Last week, the editing community lost one of its finest contributors: Katherine Barber died on April 24. Katherine’s works and words were often quoted in Editors Canada discussions, and she was a keynote speaker at the 2015 conference. Author, editor and friend Jennifer Glossop remembers Katherine’s passions.
A blue ballet shoe on a stick — that’s what Katherine Barber used to corral her charges on her Tours en l’air excursions around the cities of Europe. I followed it and her around Vienna, Prague, London, Berlin, Paris, Dresden and others, seeing the sights and going backstage at the great opera houses by day and appreciating all the marvels of ballets performed live on those stages by night. Each ballet was accompanied by her thoroughly researched and loving notes for our further appreciation. Ballet was Katherine’s second passion, after the English language, and she created the tours when her stint as editor-in-chief of the Canadian Oxford Dictionary distressingly ended. But the two worlds intertwined. Even the name of her tours was a pun — in French of course (she was marvellously multilingual) — on the twirling jump in ballet, a turn in the air.

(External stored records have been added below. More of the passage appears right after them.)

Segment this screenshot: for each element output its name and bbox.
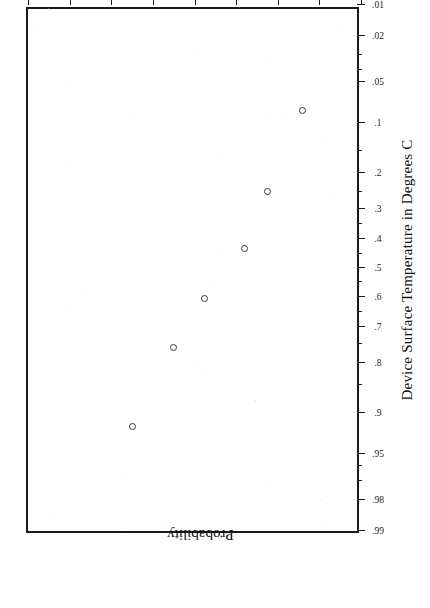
scan-speck bbox=[203, 219, 204, 220]
probability-tick bbox=[357, 267, 365, 268]
temperature-tick bbox=[236, 0, 237, 5]
probability-tick bbox=[357, 530, 365, 531]
y-axis-title: Probability bbox=[121, 526, 281, 543]
probability-tick-label: .2 bbox=[367, 168, 389, 178]
probability-minor-tick bbox=[357, 223, 362, 224]
scan-speck bbox=[320, 499, 321, 500]
probability-tick bbox=[357, 81, 365, 82]
probability-tick bbox=[357, 4, 365, 5]
scan-speck bbox=[95, 236, 96, 237]
probability-tick-label: .7 bbox=[367, 322, 389, 332]
probability-minor-tick bbox=[357, 465, 362, 466]
probability-minor-tick bbox=[357, 384, 362, 385]
scan-speck bbox=[205, 370, 206, 371]
scan-speck bbox=[287, 118, 288, 119]
scan-speck bbox=[128, 216, 129, 217]
scan-speck bbox=[239, 7, 240, 8]
scan-speck bbox=[166, 228, 167, 229]
scan-speck bbox=[339, 26, 340, 27]
scan-speck bbox=[298, 44, 299, 45]
scan-speck bbox=[355, 294, 356, 295]
scan-speck bbox=[132, 11, 133, 12]
scan-speck bbox=[290, 323, 291, 324]
rotated-plot-container: 165.167.169.171.173.175.177.179.181. .01… bbox=[0, 0, 430, 608]
probability-minor-tick bbox=[357, 191, 362, 192]
temperature-tick bbox=[28, 0, 29, 5]
scan-speck bbox=[213, 281, 214, 282]
temperature-tick bbox=[153, 0, 154, 5]
scan-speck bbox=[227, 446, 228, 447]
scan-speck bbox=[326, 503, 327, 504]
scan-speck bbox=[81, 216, 82, 217]
scan-speck bbox=[149, 122, 150, 123]
scan-speck bbox=[71, 261, 72, 262]
scan-speck bbox=[268, 57, 269, 58]
scan-speck bbox=[245, 223, 246, 224]
temperature-tick bbox=[319, 0, 320, 5]
scan-speck bbox=[92, 408, 93, 409]
data-point bbox=[264, 188, 271, 195]
scan-speck bbox=[338, 40, 339, 41]
scan-speck bbox=[313, 237, 314, 238]
scan-speck bbox=[32, 28, 33, 29]
scan-speck bbox=[40, 242, 41, 243]
scan-speck bbox=[303, 302, 304, 303]
scan-speck bbox=[270, 484, 271, 485]
scan-speck bbox=[89, 296, 90, 297]
scan-speck bbox=[43, 87, 44, 88]
scan-speck bbox=[301, 339, 302, 340]
scan-speck bbox=[182, 63, 183, 64]
probability-tick-label: .3 bbox=[367, 204, 389, 214]
scan-speck bbox=[354, 260, 355, 261]
probability-tick bbox=[357, 453, 365, 454]
probability-tick bbox=[357, 208, 365, 209]
plot-frame: 165.167.169.171.173.175.177.179.181. .01… bbox=[26, 7, 359, 533]
scan-speck bbox=[48, 513, 49, 514]
scan-speck bbox=[360, 77, 361, 78]
scan-speck bbox=[357, 122, 358, 123]
probability-tick-label: .05 bbox=[367, 77, 389, 87]
probability-tick bbox=[357, 238, 365, 239]
scan-speck bbox=[244, 22, 245, 23]
probability-tick-label: .01 bbox=[367, 0, 389, 10]
scan-speck bbox=[198, 363, 199, 364]
probability-tick-label: .99 bbox=[367, 526, 389, 536]
probability-tick bbox=[357, 296, 365, 297]
probability-minor-tick bbox=[357, 343, 362, 344]
scan-speck bbox=[159, 478, 160, 479]
scan-speck bbox=[65, 421, 66, 422]
probability-tick-label: .4 bbox=[367, 234, 389, 244]
scan-speck bbox=[86, 294, 87, 295]
scan-speck bbox=[57, 140, 58, 141]
scan-speck bbox=[325, 423, 326, 424]
temperature-tick bbox=[195, 0, 196, 5]
scan-speck bbox=[287, 33, 288, 34]
probability-tick-label: .6 bbox=[367, 292, 389, 302]
scan-speck bbox=[234, 497, 235, 498]
data-point bbox=[241, 245, 248, 252]
scan-speck bbox=[278, 113, 279, 114]
scan-speck bbox=[306, 224, 307, 225]
scan-speck bbox=[174, 167, 175, 168]
scan-speck bbox=[156, 183, 157, 184]
probability-tick bbox=[357, 362, 365, 363]
scan-speck bbox=[229, 83, 230, 84]
scan-speck bbox=[84, 525, 85, 526]
probability-tick bbox=[357, 412, 365, 413]
scan-speck bbox=[111, 40, 112, 41]
scan-speck bbox=[105, 205, 106, 206]
scan-speck bbox=[221, 251, 222, 252]
temperature-tick bbox=[70, 0, 71, 5]
scan-speck bbox=[42, 315, 43, 316]
scan-speck bbox=[64, 81, 65, 82]
scan-speck bbox=[327, 447, 328, 448]
scan-speck bbox=[192, 467, 193, 468]
scan-speck bbox=[252, 11, 253, 12]
scan-speck bbox=[200, 475, 201, 476]
scan-speck bbox=[122, 474, 123, 475]
scan-speck bbox=[320, 523, 321, 524]
x-axis-title: Device Surface Temperature in Degrees C bbox=[399, 7, 416, 533]
scan-speck bbox=[194, 48, 195, 49]
chart-figure: 165.167.169.171.173.175.177.179.181. .01… bbox=[0, 0, 430, 608]
scan-speck bbox=[52, 514, 53, 515]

On my first Tour, I was asked by my fellow travellers how I knew Katherine, since most of them had met her at one of her talks on the English language. I told them that I had not met her before but that she was “revered among editors.” And she was — and is. In addition to her amazing work on CanOx (as editors tend to refer to it, somewhat to her dismay), she was Canada’s Word Lady, regularly pronouncing on all things wordy on radio and television, on the lecture tour, on her Wordlady blog, and authoring funny and irreverent books on our uniquely Canadian English.
More recently, she was a frequent poster on Facebook. There and in her classes, she shared her encyclopedic knowledge with grateful editors. Some of them found themselves the brunt of her particular scorn when they proclaimed that they knew the true meaning and derivation of a word, especially if they were peeving about a “horrible” new twist on a venerable old word. The latter folk were referred to the Oxford English Dictionary (OED — the big one, now online) and informed that such a “desecration” of the language actually went back centuries. Once so chastened, the wise among us learned not to open our traps without first checking the OED.
Katherine may not have been an editor in the ways we are, but she shared traits with many of us. She was a cat-loving Virgo who questioned everything and brought a sharp eye to the finer points of the English language, all the while appreciating its overarching wonders and power. She knew from her ballet lessons and years of viewing performances that it takes hours of practice and a deep knowledge for a dancer’s body to soar and communicate so intensely with the audience. Similarly, she taught us to look deeply within the English language so that with much practice, we could help writers express themselves in well-crafted sentences, flawlessly argued prose and flowing fiction. She made us better editors.
I will miss following that blue ballet shoe and the woman who carried it high above us.
Do you have any stories or memories of Katherine? We invite readers to share them in the comment section below.